Mr. Homan has said he’s “sick and tired” of hearing about family separation.

The adviser has said that ICE will look to bring back family detention in “soft-sided” tent setups. It’s unclear whether some form of family separation will evolve under the current administration.

“Families can be deported together,” he told “60 Minutes” in October.

The White House last week announced that ICE arrested 11,000 “criminals” in an 18-day period. According to a recent estimate, around 13.7 million unauthorized immigrants lived in the U.S. as of mid-2023. Along the border with Mexico, Border Patrol encounters — a proxy for illegal crossings — dropped to around 29,100 last month. That’s the lowest since May 2020.

Mr. Homan’s words – and the president’s plans – send a chilling message to many immigrants.

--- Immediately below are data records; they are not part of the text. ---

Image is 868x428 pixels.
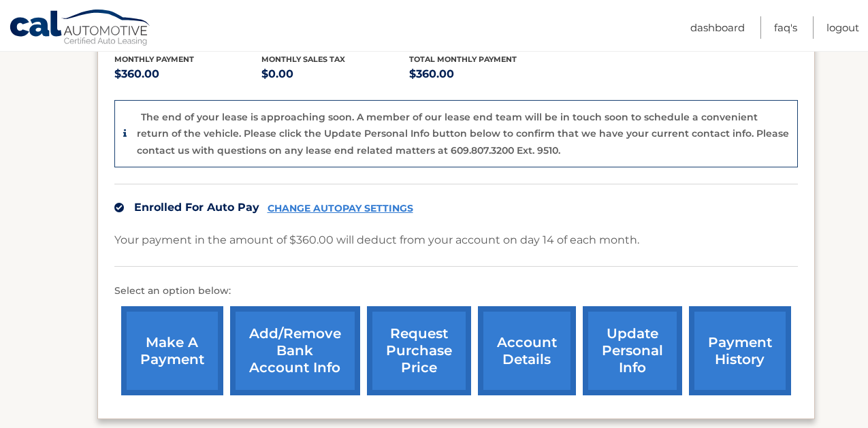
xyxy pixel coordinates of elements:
span: Total Monthly Payment [409,55,517,64]
a: Cal Automotive [9,9,152,48]
p: The end of your lease is approaching soon. A member of our lease end team will be in touch soon t... [137,111,789,156]
a: Add/Remove bank account info [230,306,360,395]
a: FAQ's [774,16,797,39]
p: $360.00 [409,65,557,84]
p: Your payment in the amount of $360.00 will deduct from your account on day 14 of each month. [115,231,639,250]
span: Enrolled For Auto Pay [134,201,259,214]
p: Select an option below: [115,283,798,299]
span: Monthly Payment [115,55,194,64]
a: make a payment [121,306,224,395]
a: update personal info [583,306,682,395]
a: Dashboard [690,16,745,39]
p: $0.00 [262,65,409,84]
a: request purchase price [367,306,471,395]
a: Logout [826,16,859,39]
span: Monthly sales Tax [262,55,345,64]
a: account details [478,306,576,395]
a: CHANGE AUTOPAY SETTINGS [267,203,414,215]
a: payment history [689,306,791,395]
p: $360.00 [115,65,262,84]
img: check.svg [115,203,124,213]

“I’m keeping my kids home from school, because I’m scared” of deportation, says a Venezuelan mother, bundled up against the cold at a pro-immigrant rally in Aurora, Colorado, last month. Since the summer, the city has drawn national scrutiny for crimes that officials have linked to suspected members of a Venezuelan gang, Tren de Aragua.

Mr. Homan’s words for that group? “My gang’s bigger than your gang.”

In Chicago recently, he viewed an early wave of ICE arrests. He says the agency has “got to do more.”

Part of that, in his view, involves communicating results with the American public. Mr. Homan once told The Washington Post that he started every day reading media reports about immigration. And what he read frustrated him: “People don’t understand what we do or how we do it.”

To that end, he has called for the need for weekly press briefings. Those have not yet started.

“We need to show the American people we can do this and not be inhumane about it,” he has said. “We can’t lose the faith of the American people.”

Editor's note: This story was updated Feb. 18, the same day it was published, to include newly released Department of Homeland Security data on border encounters in January.